Danse avec les stars: a TV moment that made history
In 2021, Bilal took part in Danse avec les stars. According to his official biography and encyclopaedic sources, he reached the final and danced with Jordan Mouillerac, in what is presented as the show’s first same-sex pairing.
Why does it matter? Because mainstream television remains a place of norms. When a family programme shows a dance duo that breaks expectations, it does more than entertain, it shifts the centre.
Current news: where is Bilal Hassani today?
Bilal Hassani continues to expand his playground beyond the classic “pop singer” format. According to his official biography, the artist has recently strengthened his presence in the world of image and fiction.
Cinema: “Les Reines du Drame” and what comes next
The official bio mentions a leading role in “Les Reines du Drame” (Alexis Langlois), announced as released in cinemas on 27 November 2024, with a second film also mentioned as part of what follows. For a performer like Bilal, this move to the screen makes sense: it extends the logic of the music video, but with different tools, different narratives, and a different rhythm.
Music projects: pop reinvented through “eras”
Still according to his official biography, Bilal has highlighted the “Iconic Edition” reissue of the album “Théorème”, and continues to carry a strongly identifiable aesthetic, where music, styling, and visual storytelling move forward together.
Bilal Hassani and France: a mirror of cultural tensions
Bilal Hassani is a revealer. He shines a light on very French tensions:
- Fascination with flamboyant pop, but discomfort when it becomes political.

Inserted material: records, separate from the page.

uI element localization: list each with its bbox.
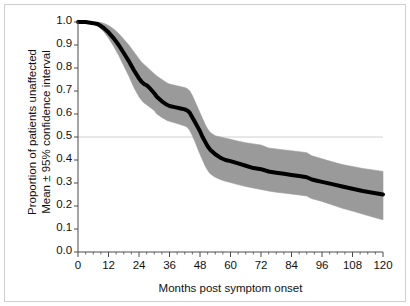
figure-container: 0.00.10.20.30.40.50.60.70.80.91.0 012243…: [0, 0, 410, 306]
y-axis-title: Proportion of patients unaffected Mean ±…: [25, 7, 53, 257]
x-tick-label-120: 120: [363, 259, 403, 271]
x-axis-title: Months post symptom onset: [78, 282, 383, 294]
y-axis-title-line1: Proportion of patients unaffected: [25, 7, 39, 257]
y-axis-title-line2: Mean ± 95% confidence interval: [39, 7, 53, 257]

- Surface-level acceptance, then online violence.
- “Let them live”, as long as it stays discreet.
Controversies and instrumentalisation
Like many highly visible public figures, Bilal has gone through controversies, sometimes instrumentalised. Some come from social media dynamics, others from the way part of the public debate tries to disqualify artists by reducing them to a caricature.
For Gay Mag, the point is not to replay the permanent internet courtroom, but to restate a simple principle: queer visibility is often judged more harshly than others, and the artist becomes a screen onto which everyone projects their obsessions.
What Bilal really changes in French pop
You may like or dislike Bilal Hassani’s music. But it is hard to deny the cultural effect:
- He normalised queer flamboyance in mainstream spaces.
- He made gender topics visible without relying on academic language.
- He showed that a career can be born online and then impose itself within the industry.
A door opened for others
Bilal is not “the first” queer artist in France, of course. But he is among those who moved the needle in an era of massive social media, where hate circulates fast, and where pop can become a battleground.
Conclusion: pop that doesn’t apologise
Bilal Hassani is pop that refuses to ask for permission. Pop that knows image is a tool, the stage is a political space, and softness can be a form of resistance. For Gay Mag, his journey tells something essential: queer culture no longer merely exists on the margins, it is written at the centre, on full screen, and sometimes at full volume.